The film Cocaine Bear hit theaters and somehow got a largely positive reception from audiences and critics.
TikTok goes IRL with a new Chipotle menu item after the fajita-quesadilla went viral on TikTok the chain decided to add the item to the (digital) menu.
The SAG Awards took place on Sunday night and if you haven’t already, be sure to tune into this winning speech from James Hong.
🥡 The Takeaway 🥡
TikTok’s for you page is constantly evolving.
In December we saw the fyp boost photo posts. Now, it seems CapCut filters and in-app effects are taking center stage, with the help of some algorithmic boosting. It can be exciting to see changes happen on TikTok. Photo carousel posts gave way to more personal storytelling, while CapCut effects have expanded on the oddball and surreal humor of the app, but there’s something worrying about this most recent crop of filters.
Beauty filters, like the viral Bold Glamour filter, are everywhere. They don’t just add the effect of makeup though. Many beauty filters heavily alter skin tones and facial structures, including eye, lip, and nose shapes. Frequently these filters emphasize or alter features to fit into a eurocentric notion of beauty. Something that can be particularly noticeable if you’re a person of color trying any of these filters on.
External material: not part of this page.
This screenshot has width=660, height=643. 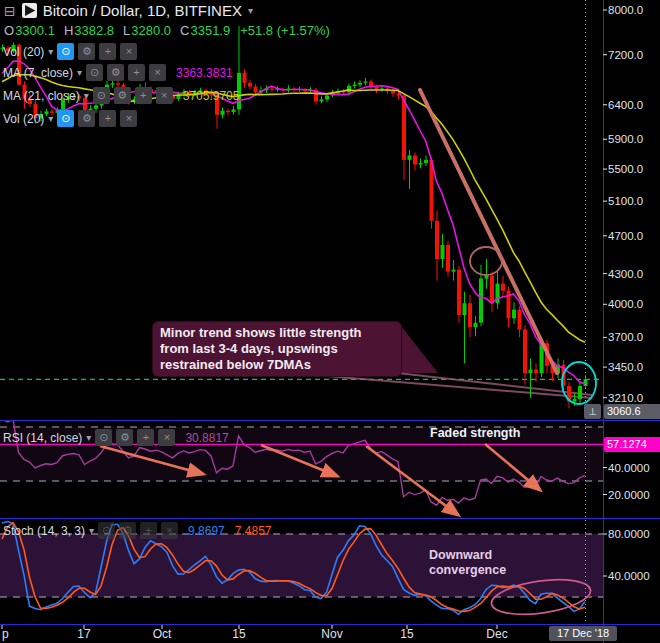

It’s uncomfortable to see these filters receive algorithmic rewards. Particularly, when you consider how TikTok has made 10-step skincare routings, buccal fat removal, femininity coaching, and siren-eyes mainstream terms. The consumerist culture on TikTok, led by brands, thrives on an obsession with appearance. Gender, class, and race are constantly being signaled at through trends on the platform. Not that TikTok is alone of course— studies found Instagram to be particularly damaging to teenage girls’ self-image.
As marketers in the social media space, it is apparent that we should divest from the consumerism and eurocentrism that fuel trends like beauty filters. That means becoming intentional about our use of visual effects and making a concerted effort to positively contribute to the culture on social media.